» Data for processing:

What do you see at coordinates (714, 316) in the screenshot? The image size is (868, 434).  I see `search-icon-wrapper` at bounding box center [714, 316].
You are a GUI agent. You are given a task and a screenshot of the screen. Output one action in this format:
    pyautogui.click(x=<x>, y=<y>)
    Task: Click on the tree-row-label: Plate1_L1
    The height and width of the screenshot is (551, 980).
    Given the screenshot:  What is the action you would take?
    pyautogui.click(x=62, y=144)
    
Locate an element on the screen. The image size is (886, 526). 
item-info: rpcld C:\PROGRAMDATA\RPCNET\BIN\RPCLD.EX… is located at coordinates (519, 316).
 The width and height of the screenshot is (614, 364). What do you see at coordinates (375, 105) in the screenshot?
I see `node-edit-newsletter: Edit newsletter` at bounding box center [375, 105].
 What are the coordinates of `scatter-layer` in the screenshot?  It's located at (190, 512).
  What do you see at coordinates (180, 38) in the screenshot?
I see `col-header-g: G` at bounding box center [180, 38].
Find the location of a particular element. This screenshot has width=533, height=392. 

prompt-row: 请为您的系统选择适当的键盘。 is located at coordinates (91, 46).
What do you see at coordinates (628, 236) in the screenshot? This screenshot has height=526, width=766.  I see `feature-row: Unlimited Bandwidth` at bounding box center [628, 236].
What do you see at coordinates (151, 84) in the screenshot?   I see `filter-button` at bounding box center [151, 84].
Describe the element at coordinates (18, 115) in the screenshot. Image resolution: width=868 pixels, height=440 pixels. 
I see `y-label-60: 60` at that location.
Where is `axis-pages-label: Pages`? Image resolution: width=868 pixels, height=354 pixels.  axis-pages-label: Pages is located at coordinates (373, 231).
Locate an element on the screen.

» Exercise aim: Type out all of the records again, exactly.

» Solution:
What do you see at coordinates (714, 316) in the screenshot? The image size is (868, 434).  I see `search-icon-wrapper` at bounding box center [714, 316].
You are a GUI agent. You are given a task and a screenshot of the screen. Output one action in this format:
    pyautogui.click(x=<x>, y=<y>)
    Task: Click on the tree-row-label: Plate1_L1
    The height and width of the screenshot is (551, 980).
    Given the screenshot:  What is the action you would take?
    pyautogui.click(x=62, y=144)
    
Locate an element on the screen. The image size is (886, 526). 
item-info: rpcld C:\PROGRAMDATA\RPCNET\BIN\RPCLD.EX… is located at coordinates (519, 316).
 The width and height of the screenshot is (614, 364). What do you see at coordinates (375, 105) in the screenshot?
I see `node-edit-newsletter: Edit newsletter` at bounding box center [375, 105].
 What are the coordinates of `scatter-layer` in the screenshot?  It's located at (190, 512).
  What do you see at coordinates (180, 38) in the screenshot?
I see `col-header-g: G` at bounding box center [180, 38].
Find the location of a particular element. This screenshot has width=533, height=392. 

prompt-row: 请为您的系统选择适当的键盘。 is located at coordinates (91, 46).
What do you see at coordinates (628, 236) in the screenshot? This screenshot has height=526, width=766.  I see `feature-row: Unlimited Bandwidth` at bounding box center [628, 236].
What do you see at coordinates (151, 84) in the screenshot?   I see `filter-button` at bounding box center [151, 84].
Describe the element at coordinates (18, 115) in the screenshot. Image resolution: width=868 pixels, height=440 pixels. 
I see `y-label-60: 60` at that location.
Where is `axis-pages-label: Pages`? Image resolution: width=868 pixels, height=354 pixels.  axis-pages-label: Pages is located at coordinates (373, 231).
Locate an element on the screen.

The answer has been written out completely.